“Good Imitator. Can Use a Needle”: Domesticity as Discipline Within Spaces of Eugenic Containment

Sunday, January 11, 2026: 11:20 AM
Salon C 7&8 (Hilton Chicago)
Tulasi Johnson, University of California, Berkeley
In a small photograph from around 1910, a teenaged girl proudly perches behind her workstation. Wearing a giant hair bow that peeps from behind the wings of her Gibson-girl bouffant, the girl’s small body is partially obscured by a Singer sewing machine. This touching photo served as the frontispiece for Henry Herbert Goddard’s infamous eugenic family study, The Kallikaks: A Study in the Heredity of Feeble-Mindedness. Published in 1912, Goddard illustrated his text with photographs where he posed Emma in the familiar poses of idealized Victorian girlhood: behind the sewing machine, reading a novel, enjoying a hayride with her peers. These images served as a subtle warning to his readers: Her danger lay in her very ability to pass as normal amidst the broader American population—a population that was increasingly in danger of becoming fearfully degenerated.

Despite the conventional pose, Emma is not pictured within the warm bosom of a family home. Instead, she was photographed in the workroom of the Vinland Home for the Feeble Minded, where she was incarcerated beginning at the age of 8. She, like many thousands of other young people at the turn of the twentieth century, would come to be interpellated into a vast, medicalized system that conscripted large swathes of the American population, mostly culled from the lower- and working-classes, as medically unfit to reproduce. Thinking carefully about how women like Emma, marked by society as unclean and unfit, experienced the institutions in which they lived as home, as private sites of domestic labor, training, learning, and other quotidian cares, and, conversely, as sites of medical incursion, state violence, and public interference and surveillance, requires that we take seriously the unbearable logic of asylums-- environments which, for a brief time after their utopian inceptions, operated as eerie doubles to the private home.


» **About this task**
Please write out the entire listing below exactly, excluding its pictures.

» **Given entries**
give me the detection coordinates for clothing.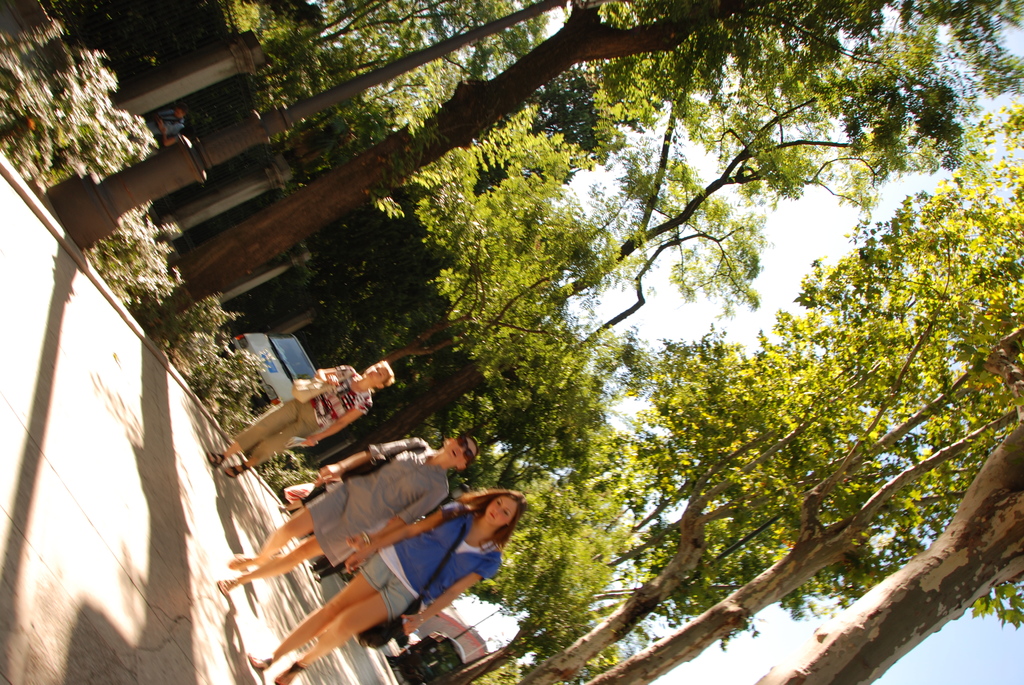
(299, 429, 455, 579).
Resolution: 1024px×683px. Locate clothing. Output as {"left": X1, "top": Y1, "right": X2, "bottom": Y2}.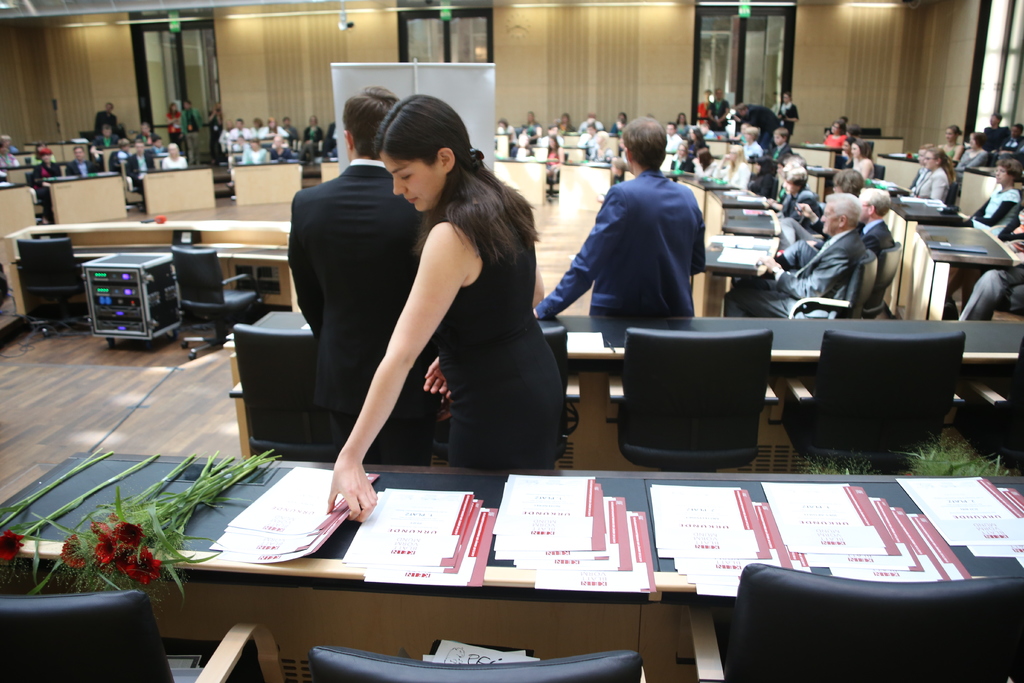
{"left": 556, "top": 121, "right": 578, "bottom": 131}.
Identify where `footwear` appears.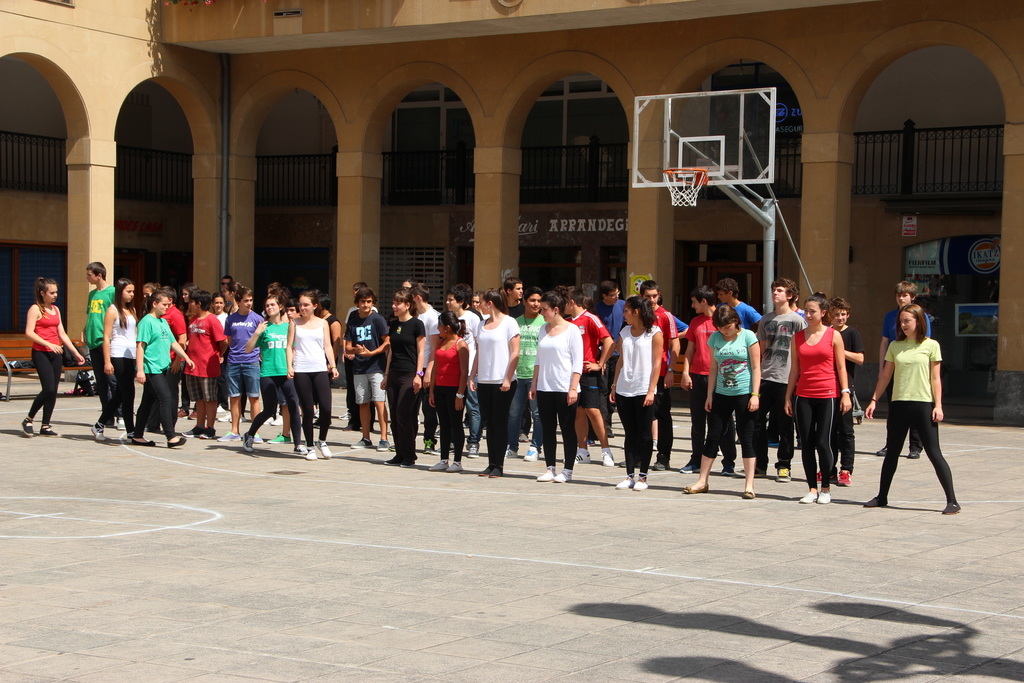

» **Result**
give me the detection coordinates for clothing.
(299, 429, 455, 579).
Resolution: 1024px×683px. Locate clothing. Output as {"left": X1, "top": Y1, "right": X2, "bottom": Y2}.
{"left": 556, "top": 121, "right": 578, "bottom": 131}.
Identify where `footwear` appears.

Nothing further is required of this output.